At last he crept along the edge of the thicket and lay there close to the car. He was still panting. That glimpse full into the boy's face had almost undone him. He was hungry for food, and hungry for human companionship. He wanted to go to the car, to rear up on the side to scratch at the curtains. But yonder, a hundred feet away, back and forth before a fire they had built, moved the men. And against the box they had taken from the car leaned the gun.

Within the car he heard the voice of the woman, low, confidential, assuring, and his ears flattened with gratitude and trust. The man wouldn't hurt him, she was telling the boy. Sometimes he talked to everybody that way. He was an old grouch, that's what he was. She whispered something.

"To-morrow?" the boy asked eagerly.

"Hush! Sure. That's it—to-morrow!"

"Did F'ank go home, Nita?"

"Sure he went home."

"I saw a dog in the bushes!"

The woman laughed. "You're seeing things, old scout. What about some supper?"

She got out of the car and went quickly to the fire the men had built. Without a word to them she gathered up something to eat and came quickly back. Even in the darkness Frank could see the light in her eyes.

The boy must have gone to sleep soon after that. The moon, big, weird, solemn, rose slowly over yonder parallel range of mountains. The men at the fire talked low and mumbling between long intervals. Presently the heavy man rose, skirted the thicket, and stumbled off across the field toward the road. The smell of him polluted the air no more. Then the woman came quietly out of the car and joined the other man at the fire.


Look for the line containing "pyautogui.click(x=<x>, y=<y>)" in the records below. Then output it and all the lines that follow, exactly and without any others.

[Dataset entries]
###

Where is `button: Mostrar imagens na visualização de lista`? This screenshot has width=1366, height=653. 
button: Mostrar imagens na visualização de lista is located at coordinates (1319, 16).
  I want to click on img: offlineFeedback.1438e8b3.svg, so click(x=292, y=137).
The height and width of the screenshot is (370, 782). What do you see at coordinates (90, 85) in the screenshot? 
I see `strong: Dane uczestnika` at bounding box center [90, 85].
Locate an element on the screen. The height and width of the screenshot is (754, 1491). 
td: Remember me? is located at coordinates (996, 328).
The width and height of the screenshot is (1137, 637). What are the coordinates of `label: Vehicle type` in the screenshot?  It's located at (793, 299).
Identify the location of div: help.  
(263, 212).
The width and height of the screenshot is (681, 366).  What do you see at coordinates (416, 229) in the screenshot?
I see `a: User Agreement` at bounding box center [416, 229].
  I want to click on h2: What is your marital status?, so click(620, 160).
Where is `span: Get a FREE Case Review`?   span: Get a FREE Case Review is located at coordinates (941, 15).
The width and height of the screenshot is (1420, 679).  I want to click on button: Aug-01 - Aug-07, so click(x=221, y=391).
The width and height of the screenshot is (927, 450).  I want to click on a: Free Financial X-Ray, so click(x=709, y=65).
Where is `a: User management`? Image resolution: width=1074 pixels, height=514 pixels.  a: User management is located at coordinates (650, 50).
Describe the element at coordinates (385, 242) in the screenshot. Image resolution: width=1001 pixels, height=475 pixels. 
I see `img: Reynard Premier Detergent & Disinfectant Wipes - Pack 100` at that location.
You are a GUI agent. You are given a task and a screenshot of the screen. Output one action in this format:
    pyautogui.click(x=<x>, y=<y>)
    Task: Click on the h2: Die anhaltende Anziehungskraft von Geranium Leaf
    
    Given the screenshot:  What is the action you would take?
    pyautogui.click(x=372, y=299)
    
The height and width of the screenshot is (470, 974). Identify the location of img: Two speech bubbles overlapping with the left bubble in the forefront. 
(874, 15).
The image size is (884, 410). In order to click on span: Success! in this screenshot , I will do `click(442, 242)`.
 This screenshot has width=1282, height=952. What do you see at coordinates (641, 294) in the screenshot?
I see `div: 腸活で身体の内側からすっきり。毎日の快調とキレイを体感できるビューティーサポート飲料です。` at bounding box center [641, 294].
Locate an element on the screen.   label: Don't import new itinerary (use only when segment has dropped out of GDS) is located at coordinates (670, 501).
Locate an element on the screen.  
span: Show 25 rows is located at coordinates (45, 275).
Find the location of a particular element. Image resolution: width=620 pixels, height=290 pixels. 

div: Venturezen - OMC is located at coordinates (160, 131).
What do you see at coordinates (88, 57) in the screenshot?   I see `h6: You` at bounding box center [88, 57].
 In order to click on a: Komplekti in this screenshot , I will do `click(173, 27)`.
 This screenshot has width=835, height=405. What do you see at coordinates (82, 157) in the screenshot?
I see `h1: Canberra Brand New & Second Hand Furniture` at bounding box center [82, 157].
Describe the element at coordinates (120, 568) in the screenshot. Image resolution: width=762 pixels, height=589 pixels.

###

### REPLY TO THE EXERCISE
    pyautogui.click(x=<x>, y=<y>)
    Task: Click on the h2: Die anhaltende Anziehungskraft von Geranium Leaf
    
    Given the screenshot:  What is the action you would take?
    pyautogui.click(x=372, y=299)
    
The height and width of the screenshot is (470, 974). Identify the location of img: Two speech bubbles overlapping with the left bubble in the forefront. 
(874, 15).
The image size is (884, 410). In order to click on span: Success! in this screenshot , I will do `click(442, 242)`.
 This screenshot has width=1282, height=952. What do you see at coordinates (641, 294) in the screenshot?
I see `div: 腸活で身体の内側からすっきり。毎日の快調とキレイを体感できるビューティーサポート飲料です。` at bounding box center [641, 294].
Locate an element on the screen.   label: Don't import new itinerary (use only when segment has dropped out of GDS) is located at coordinates (670, 501).
Locate an element on the screen.  
span: Show 25 rows is located at coordinates (45, 275).
Find the location of a particular element. Image resolution: width=620 pixels, height=290 pixels. 

div: Venturezen - OMC is located at coordinates (160, 131).
What do you see at coordinates (88, 57) in the screenshot?   I see `h6: You` at bounding box center [88, 57].
 In order to click on a: Komplekti in this screenshot , I will do `click(173, 27)`.
 This screenshot has width=835, height=405. What do you see at coordinates (82, 157) in the screenshot?
I see `h1: Canberra Brand New & Second Hand Furniture` at bounding box center [82, 157].
Describe the element at coordinates (120, 568) in the screenshot. Image resolution: width=762 pixels, height=589 pixels.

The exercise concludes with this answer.